To: Alastair McIntosh who wrote (8441)8/19/2009 3:20:30 PM
From: John Koligman1 Recommendation  Respond to of 42652
 
"Despite these imprecisions, the difference in the costs of health care administration between the United States and Canada is clearly large and growing. Is $294.3 billion annually for U.S. health care administration money well spent?"

Of course it's money well spent - if you are a healthcare CEO. Remember the fiasco with this slimeball from United Healthcare? Look at his numbers spread across the US population - UFB!!!

Regards,
John

Resignation of McGuire
On October 15, 2006, it was announced that McGuire would step down immediately as chairman and director of UnitedHealth Group, and step down as CEO on December 1, 2006 due to his involvement in the employee stock options scandal.

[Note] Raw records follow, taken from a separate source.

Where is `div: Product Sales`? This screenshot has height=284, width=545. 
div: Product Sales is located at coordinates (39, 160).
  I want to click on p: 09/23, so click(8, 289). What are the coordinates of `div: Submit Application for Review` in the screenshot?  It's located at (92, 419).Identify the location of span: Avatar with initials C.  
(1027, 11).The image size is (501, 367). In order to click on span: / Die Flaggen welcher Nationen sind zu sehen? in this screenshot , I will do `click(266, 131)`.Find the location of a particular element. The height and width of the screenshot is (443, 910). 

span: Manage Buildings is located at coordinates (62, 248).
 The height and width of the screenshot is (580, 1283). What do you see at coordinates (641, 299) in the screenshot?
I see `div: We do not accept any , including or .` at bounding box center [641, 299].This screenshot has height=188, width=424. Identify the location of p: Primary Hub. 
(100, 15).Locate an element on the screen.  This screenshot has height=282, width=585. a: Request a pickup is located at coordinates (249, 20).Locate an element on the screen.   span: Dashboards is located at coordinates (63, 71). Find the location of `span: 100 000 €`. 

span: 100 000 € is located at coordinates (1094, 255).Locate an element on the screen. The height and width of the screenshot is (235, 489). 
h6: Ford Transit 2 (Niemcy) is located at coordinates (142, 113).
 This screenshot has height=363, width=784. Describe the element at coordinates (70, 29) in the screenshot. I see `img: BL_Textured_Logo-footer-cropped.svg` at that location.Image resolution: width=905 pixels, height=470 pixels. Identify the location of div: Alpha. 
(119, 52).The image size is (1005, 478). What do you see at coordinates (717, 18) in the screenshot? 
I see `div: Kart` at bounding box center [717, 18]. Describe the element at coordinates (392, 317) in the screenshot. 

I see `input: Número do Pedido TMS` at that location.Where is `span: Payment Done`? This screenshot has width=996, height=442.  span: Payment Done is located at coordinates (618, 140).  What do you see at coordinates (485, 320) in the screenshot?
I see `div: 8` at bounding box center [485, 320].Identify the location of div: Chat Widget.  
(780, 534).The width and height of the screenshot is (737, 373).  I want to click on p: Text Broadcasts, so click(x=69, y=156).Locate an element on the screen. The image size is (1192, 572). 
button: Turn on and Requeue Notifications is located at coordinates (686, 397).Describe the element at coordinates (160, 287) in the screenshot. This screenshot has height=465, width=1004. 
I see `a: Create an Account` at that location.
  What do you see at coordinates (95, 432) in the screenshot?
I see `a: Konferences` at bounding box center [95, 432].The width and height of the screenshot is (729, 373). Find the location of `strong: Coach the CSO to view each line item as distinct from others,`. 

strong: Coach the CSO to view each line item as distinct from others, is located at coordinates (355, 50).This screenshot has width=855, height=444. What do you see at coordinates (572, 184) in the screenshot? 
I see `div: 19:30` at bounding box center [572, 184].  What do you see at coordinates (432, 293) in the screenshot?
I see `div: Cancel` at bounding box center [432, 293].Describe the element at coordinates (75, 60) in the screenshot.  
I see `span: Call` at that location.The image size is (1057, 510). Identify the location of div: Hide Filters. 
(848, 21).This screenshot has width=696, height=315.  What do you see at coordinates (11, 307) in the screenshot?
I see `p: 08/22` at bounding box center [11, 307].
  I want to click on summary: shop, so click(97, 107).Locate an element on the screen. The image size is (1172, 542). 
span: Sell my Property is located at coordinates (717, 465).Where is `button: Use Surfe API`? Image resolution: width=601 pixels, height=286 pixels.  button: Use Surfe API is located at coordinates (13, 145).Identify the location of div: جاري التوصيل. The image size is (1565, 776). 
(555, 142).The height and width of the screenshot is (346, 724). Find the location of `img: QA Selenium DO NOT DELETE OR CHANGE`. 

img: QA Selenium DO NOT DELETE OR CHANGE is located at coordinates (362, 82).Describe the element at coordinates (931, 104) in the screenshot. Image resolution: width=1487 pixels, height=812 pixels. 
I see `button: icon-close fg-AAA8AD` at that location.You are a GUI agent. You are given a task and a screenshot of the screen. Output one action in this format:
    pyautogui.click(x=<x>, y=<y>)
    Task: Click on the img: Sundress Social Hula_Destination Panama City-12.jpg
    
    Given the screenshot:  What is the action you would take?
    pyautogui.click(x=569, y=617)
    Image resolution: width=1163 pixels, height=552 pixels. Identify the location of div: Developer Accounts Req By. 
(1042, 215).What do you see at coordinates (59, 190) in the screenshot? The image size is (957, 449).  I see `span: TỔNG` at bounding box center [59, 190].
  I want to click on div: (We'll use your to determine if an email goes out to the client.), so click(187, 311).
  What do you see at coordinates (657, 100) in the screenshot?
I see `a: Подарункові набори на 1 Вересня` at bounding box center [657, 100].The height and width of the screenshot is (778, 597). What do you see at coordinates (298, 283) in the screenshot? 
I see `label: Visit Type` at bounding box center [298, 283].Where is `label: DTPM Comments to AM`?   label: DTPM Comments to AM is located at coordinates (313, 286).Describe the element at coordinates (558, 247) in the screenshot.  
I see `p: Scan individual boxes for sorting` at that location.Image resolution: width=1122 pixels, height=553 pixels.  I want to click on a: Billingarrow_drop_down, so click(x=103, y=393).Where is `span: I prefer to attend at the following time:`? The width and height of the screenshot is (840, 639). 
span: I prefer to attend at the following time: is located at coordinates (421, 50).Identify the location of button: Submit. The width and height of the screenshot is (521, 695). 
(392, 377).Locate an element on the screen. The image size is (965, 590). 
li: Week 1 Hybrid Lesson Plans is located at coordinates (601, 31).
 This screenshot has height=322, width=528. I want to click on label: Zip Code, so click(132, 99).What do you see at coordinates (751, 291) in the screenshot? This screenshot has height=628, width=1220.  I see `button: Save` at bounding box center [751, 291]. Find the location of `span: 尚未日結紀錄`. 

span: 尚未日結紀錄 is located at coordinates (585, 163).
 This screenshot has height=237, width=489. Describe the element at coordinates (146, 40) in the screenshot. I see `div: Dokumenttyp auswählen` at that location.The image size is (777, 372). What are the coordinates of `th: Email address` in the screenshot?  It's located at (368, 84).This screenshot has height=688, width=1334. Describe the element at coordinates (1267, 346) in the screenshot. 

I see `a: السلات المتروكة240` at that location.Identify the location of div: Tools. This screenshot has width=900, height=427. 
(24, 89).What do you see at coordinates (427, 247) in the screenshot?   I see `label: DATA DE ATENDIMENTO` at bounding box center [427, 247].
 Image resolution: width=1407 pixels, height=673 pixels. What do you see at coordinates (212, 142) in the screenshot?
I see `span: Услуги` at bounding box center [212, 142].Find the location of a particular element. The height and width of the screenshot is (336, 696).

Simultaneously, it was announced that he would be replaced as CEO by Stephen Hemsley, who has served as President and COO and is a member of the board of directors. [12] McGuire's exit compensation from UnitedHealth, expected to be around $1.1 billion, would be the largest golden parachute in the history of corporate America.[13]

McGuire's compensation became controversial again on May 21, 2009, when Elizabeth Edwards, speaking on The Daily Show, used it to support her argument for a public alternative to commercial insurance[14]. Edwards stressed the importance of restoring competition in health insurance markets noting that at one point, "the President of United Health made so much money, that one of every $700 that was spent in this country on health care went to pay him":

Estimates of McGuire's 2005 compensation range from $59,625,444 [15] to $124.8 million[16], and the revenue of United Health Care was then $71 billion. It has therefore been suggested that Mrs Edwards may have meant to say that one of every $700 that was spent on United Health Care premiums went to pay McGuire.

McGuire's Settlement With SEC
On 6 December 2007, the SEC announced a settlement under which McGuire was to repay $468 million, including a $7 million civil penalty, as a partial settlement of the backdating prosecution. He was also barred from serving as an officer or director of a public company for ten years.[17][18][19] This was the first time in which the little-used "clawback" provision under the Sarbanes-Oxley Act was used against an individual by the SEC. The SEC continued its investigations even after it in 2008 settled legal actions against both United Health Care itself and its former general counsel.[20].

en.wikipedia.org



To: Alastair McIntosh who wrote (8441)8/19/2009 4:45:04 PM
From: i-node3 Recommendations  Respond to of 42652
 
I don't really know how to respond to a 10-year old study, particularly given that Canadian health care has only recently been determined to have been a failure.

But more significantly, I don't think it is sensible way to look at the problem. There are simply too many fundamental differences between the CA and US systems that would affect the issue yet not be either a cause or a result of the systems.

A more sensible approach, to me, is to compare Medicare with private insurance in the US, which has been done, and I seem to recall the per-capita administrative costs for Medicare are 30% higher than for private insurance in the US.



To: Alastair McIntosh who wrote (8441)8/24/2009 12:34:08 PM
From: TimF  Respond to of 42652
 
A system with multiple insurers is also intrinsically costlier than a single-payer system.

In some ways, OTOH you get the benefit of competition which can help push down costs. OTOH 1 - Most "single payer" proponents in the US aren't pushing real single payer. They would not outlaw private insurance, or provide free gold plated health care insurance to everyone (which would drive out private insurance). There would then still be more than one payer. You would probably have fewer payers, likely the public one would be by far the biggest (since if it is subsidized it will drive other companies out of areas of the market, and some from the market completely), but you have multiple payers. Many of the countries with lower costs don't have true single payer, or even nominal single payer, but a "public option", or just mandates and subsidies with the insurance provided by the private sector.

Also clearly in the US, and probably in other countries, the common administrative costs estimates for government health care payment programs are well under the actual costs.